As a private citizen, Senator Warner served as the campaign manager for Doug Wilder, who was elected in 1989 as the first African-American governor of Virginia. He was also the founding chairman of the Virginia Health Care Foundation, which has made more than 3.5 million patient visits possible since 1992 and generated more than $5.6 billion in free medication for underserved Virginians.  Through his personal foundation, Senator Warner created the Virginia High Tech Partnership, which recruited students from all five Virginia HBCUs to serve internships in the tech industry, as well as the Tech Riders, which brought free computer training to predominantly African-American churches throughout Virginia in the late 1990s. He was also honored to serve on the board of Virginia Union University, which is one of Virginia’s excellent Historically Black Colleges and Universities (HBCUs).

As the 69th Governor of Virginia, Mark Warner continued his work to bring inclusion and economic opportunity for all to the Commonwealth. When he was inaugurated, he pledged to build an administration that would draw on Virginia’s increasing diversity as a source of strength, creating the most open and diverse administration in the history of the Commonwealth to that point. He signed legislation requiring, for the first time, racial sensitivity training for the Virginia State Police. He authorized the state’s first comprehensive study of disparities in state contracting and increased opportunities for minority-owned businesses to compete for state contracts. As a result, the Commonwealth’s procurement from women-owned and minority-owned businesses nearly quadrupled during his administration. Together with First Lady Lisa Collis, he spearheaded an effort to place a Civil Rights Memorial on the grounds of the State Capitol in Richmond, and with his support, the General Assembly created and funded a scholarship program for those who were denied educational opportunities in Prince Edward County during the policy of “massive resistance” in the 1960s. In 2005, 48 Virginians were awarded scholarships totaling $128,000 from the fund. He also oversaw the largest expansion of health care for children, signing up 138,000 children for health care over the course of his governorship.

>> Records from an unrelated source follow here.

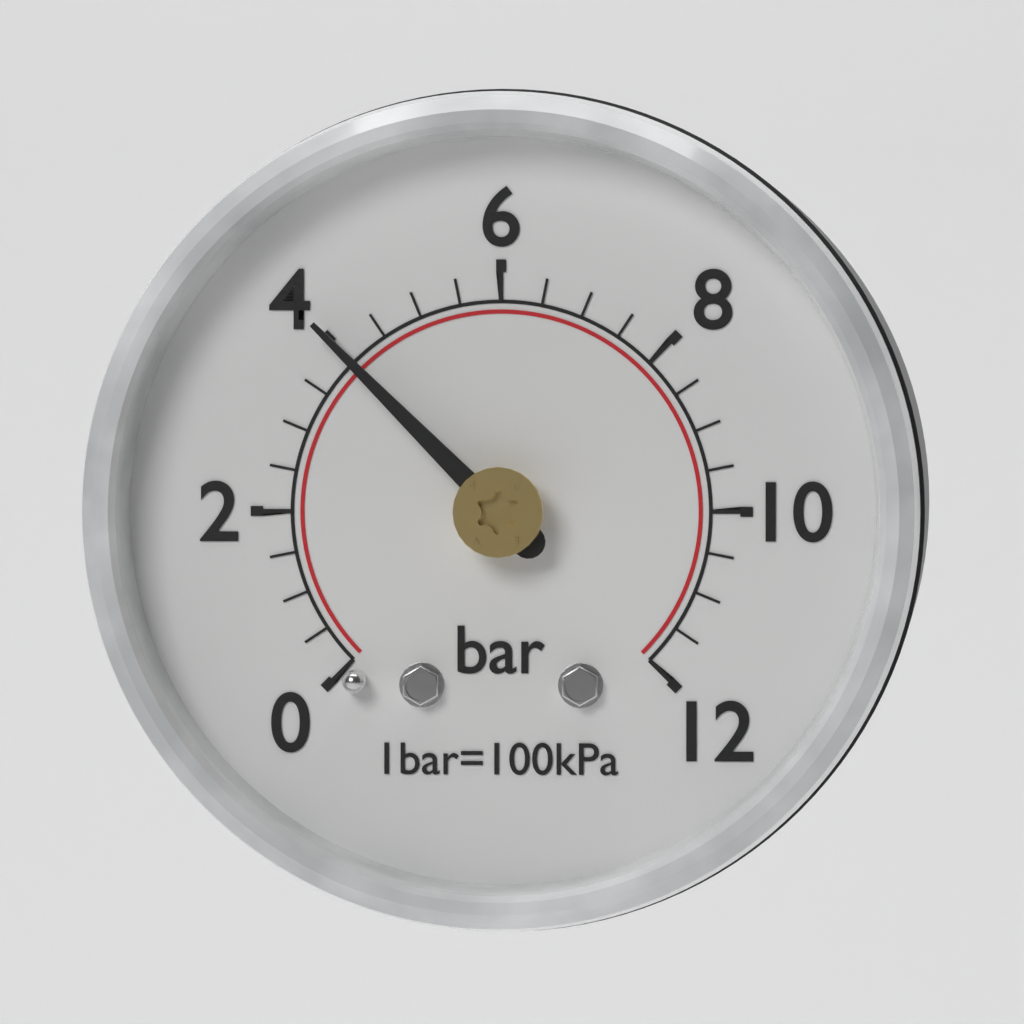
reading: 4.0 bar
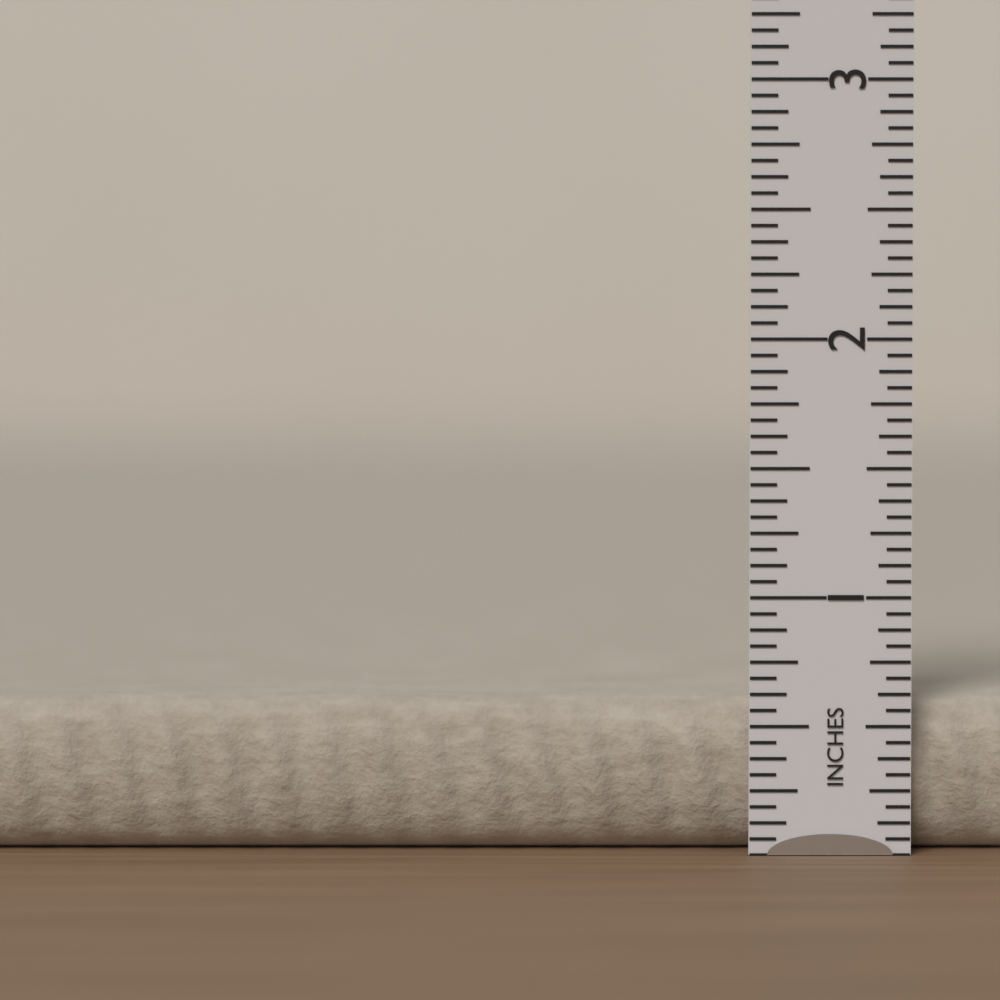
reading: 0.6000 in
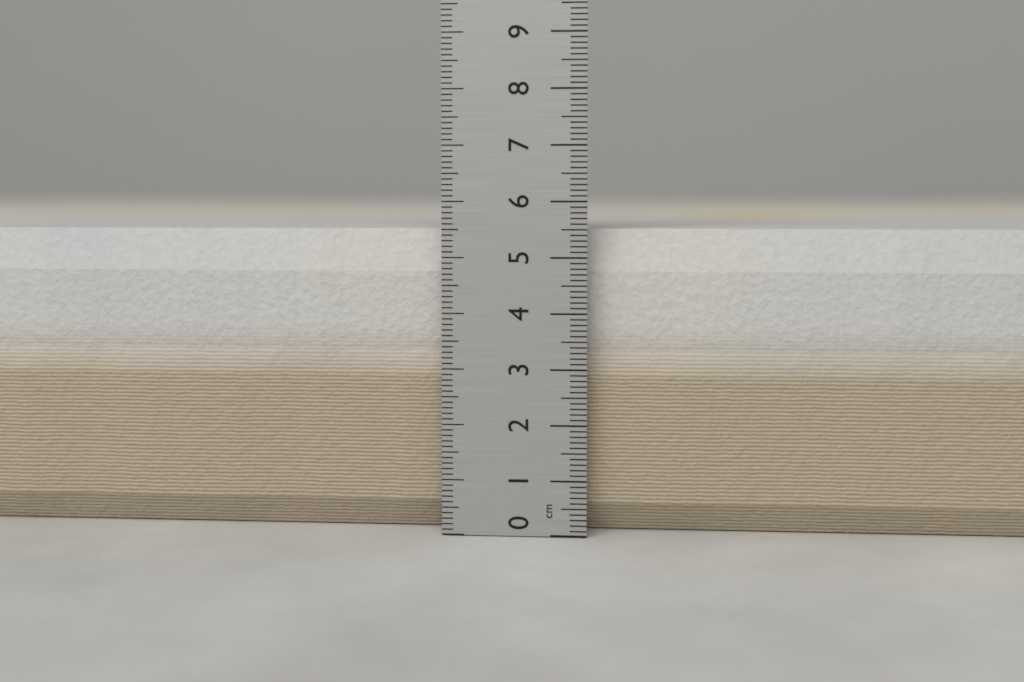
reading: 5.5 cm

After his election to the Senate in 2008, Senator Warner continued his efforts. 

Following the violence and domestic terrorist attacks in the summer of 2017 in Charlottesville, Virginia, Senator Warner led a resolution, which was signed into law, that condemned White nationalists, White supremacists, the Ku Klux Klan, Neo-Nazis, and other hate groups, and demanded action to combat this growing threat. Senator Warner is also a lead sponsor of the Khalid Jabara- Heather Heyer NO Hate Act, named after Heather Heyer, the young Virginian who was killed by a white supremacist in Charlottesville. The bill incentivizes and encourages state and local law enforcement agencies to comprehensively collect and report hate crime data to the FBI.

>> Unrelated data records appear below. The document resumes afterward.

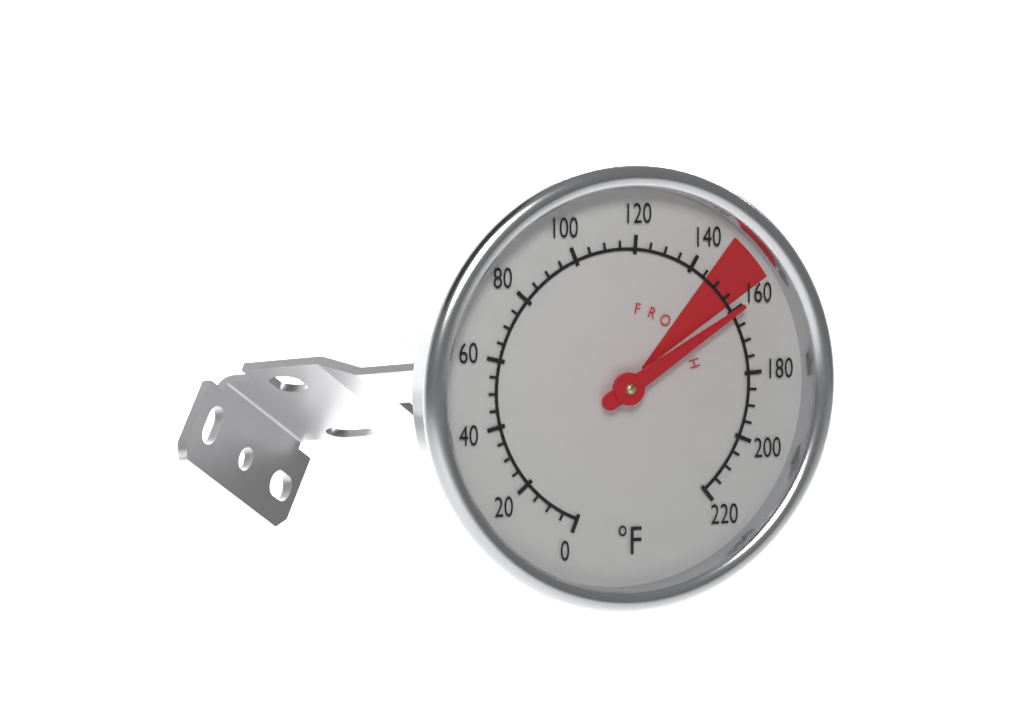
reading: 160 °F
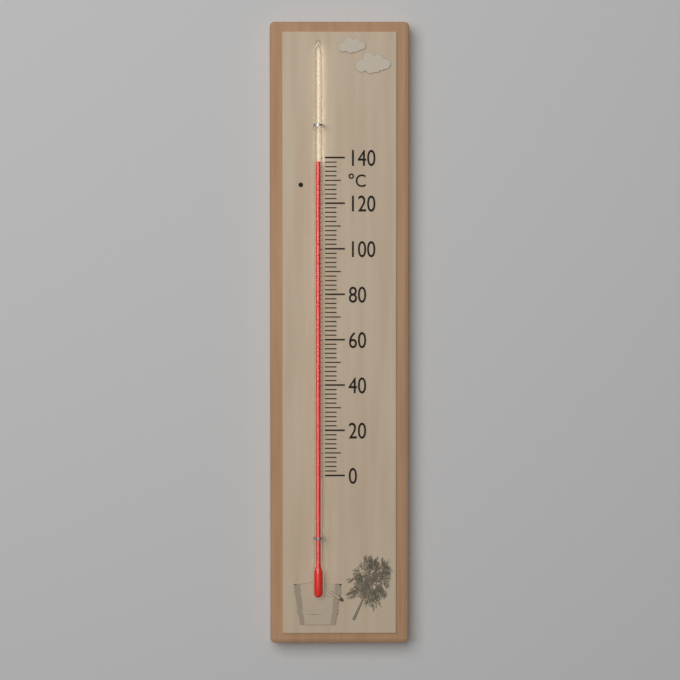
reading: 138 °C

Senator Warner is a sponsor of the Voting Rights Advancement Act, which would restore provisions of the Voting Rights Act that were gutted by the Supreme Court's decision in Shelby County v. Holder. Sen. Warner continues to oppose voter suppression, whether it be discriminatory voter ID laws, shady voter roll purges, or racially gerrymandered electoral maps.  He also led efforts to highlight the systemic efforts by Russia in 2018 to specifically target black voters, sowing disinformation and distrust.

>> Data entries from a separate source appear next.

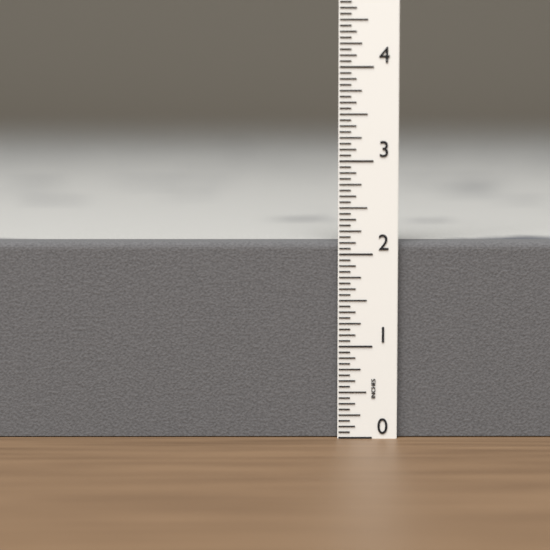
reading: 2.1250 in
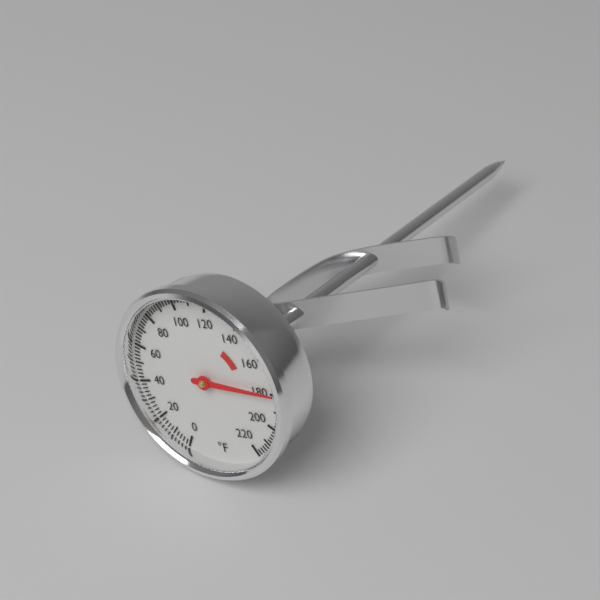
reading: 180 °F
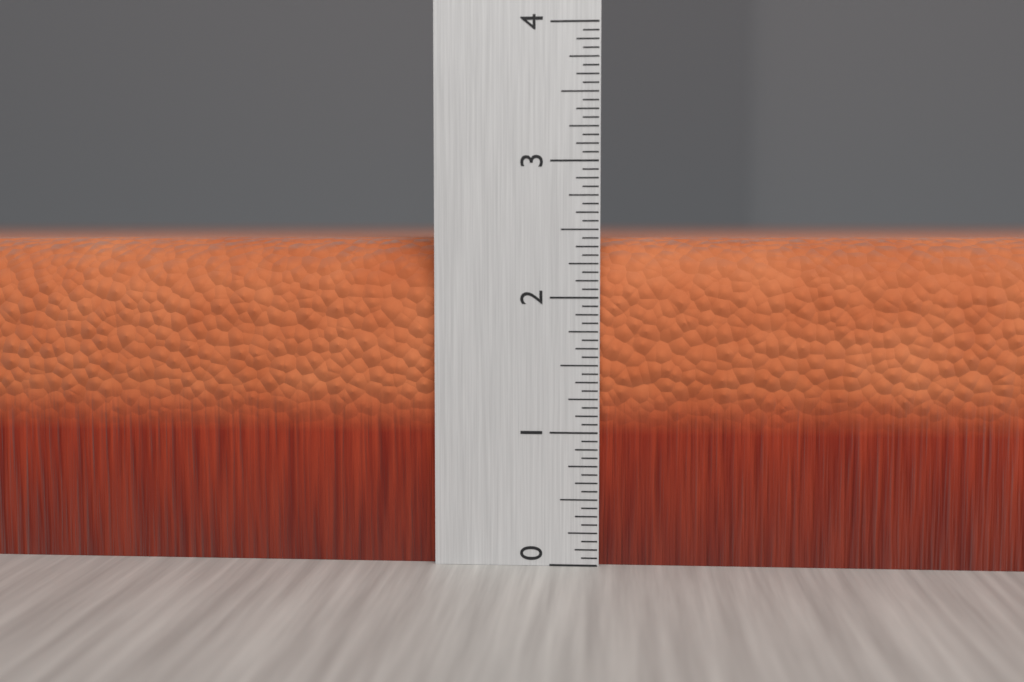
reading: 2.4375 (no unit)
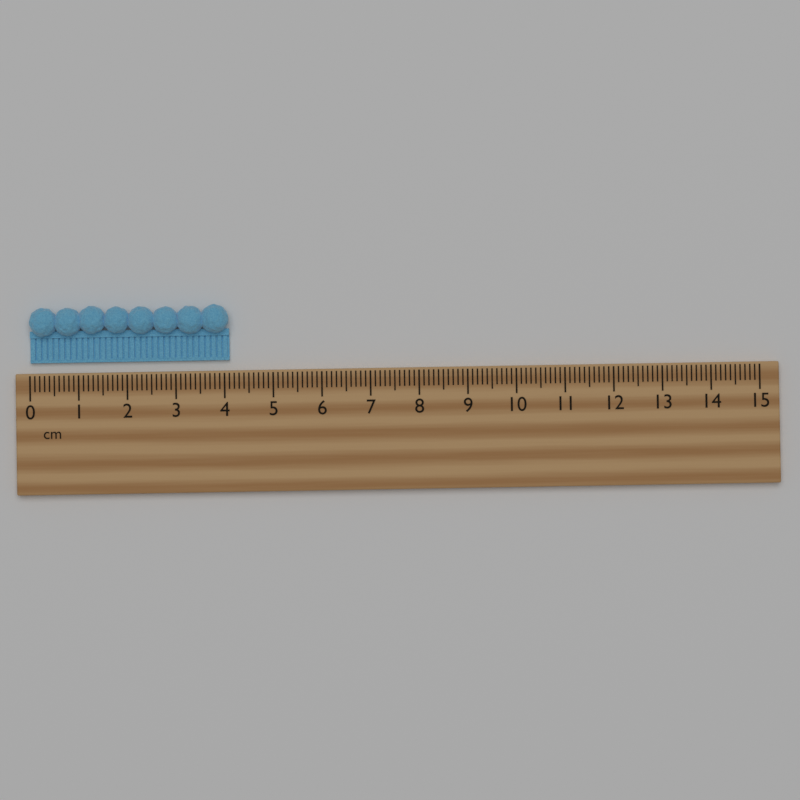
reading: 4.1 cm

In 2017, he helped pass legislation establishing the 400 Years of African-American History Commission to commemorate the 400th anniversary in 2019 of the arrival of the first enslaved Africans into English Colonial America and has worked with the commission to achieve their goals over the last two years. After the commission initially received no federal funding from a then-Republican controlled Congress, Sen. Warner worked with his colleagues to secure $3.3 million to fund the commission's work in 2019.  He is also a sponsor of the Justice for Victims of Lynching Act, which would finally take steps towards acknowledging a painful chapter in American history by classifying lynching as a federal crime for the first time. 

Senator Warner has been a champion on housing reform, including ensuring access to credit, affordable housing for all, and preserving the 30-year fixed mortgage.  After the 2008 housing crisis, Senator Warner worked closely with faith and community leaders in Prince William County, the hardest-hit Virginia locality during the home mortgage meltdown, to successfully engage the country’s leading banks to provide additional targeted assistance for homeowners.

He has supported efforts to encourage entrepreneurship, including for small, minority-owned, and start-up companies through legislation and local convening efforts. He has championed legislation to help lower student loan debt, including efforts to allow employers to help their employees pay down their debt with tax-free dollars or help students on the front end access all the student aid and understand their options with a simplified form. In 2019, Sen. Warner worked with a bipartisan coalition of lawmakers to pass the FUTURE Act, which permanently secured $255 million in funding for HBCUs and minority-serving institutions that Congress had allowed to expire earlier that year. In 2018, that funding represented nearly $4 million for Virginia's five HBCU's: Virginia Union University, Norfolk State University, Virginia State University, Hampton University, and Virginia University of Lynchburg.